I am aware that the output of the time
command can show greater time under the user
section than the real
section for multi-processor cases, but recently, I was trying to profile a program 开发者_运维问答when I saw that real
was substantially greater than user
+ sys
.
$ time ./test.o
real 0m5.576s
user 0m1.270s
sys 0m0.540s
Can anybody explain why such a behaviour is caused?
That's the normal behavior.
"Real" is is the wall-clock time. In your example, it literally took 5.576 seconds to run './test.o'
'user' is the User CPU time, or (roughly) CPU time used by user-space processes. This is essentially the time your CPU spent actually executing './test.o'. 1.270 seconds.
And finally, 'sys' is System CPU time, or (roughly) CPU time used by your kernel. 0.540 seconds.
If you add sys + user, you get the amount of time your CPU had to spend executing the program.
real - (user + sys) is, then, the time spent not running your program. 3.766 seconds were spent between invocation and termination not running your program--probably waiting for the CPU to finish running other programs, waiting on disk I/O, etc.

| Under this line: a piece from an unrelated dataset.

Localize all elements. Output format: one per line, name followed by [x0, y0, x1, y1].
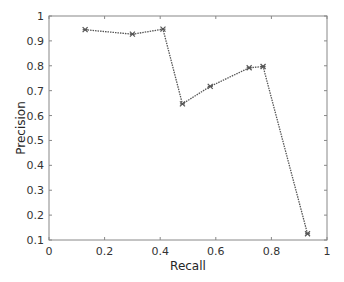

Time your process spends sleeping (e.g., waiting for I/O) is not counted by either "user" or "system", but "real" time still elapses.
Try:
time cat
...then wait 10 seconds and hit ctrl-D.
There are at least two possibilities:
- The system is busy with other competing processes
- The program is sleeping a lot, or doing other operations which cause it to wait, like i/o (waiting for user input, disk i/o, network i/o, etc.)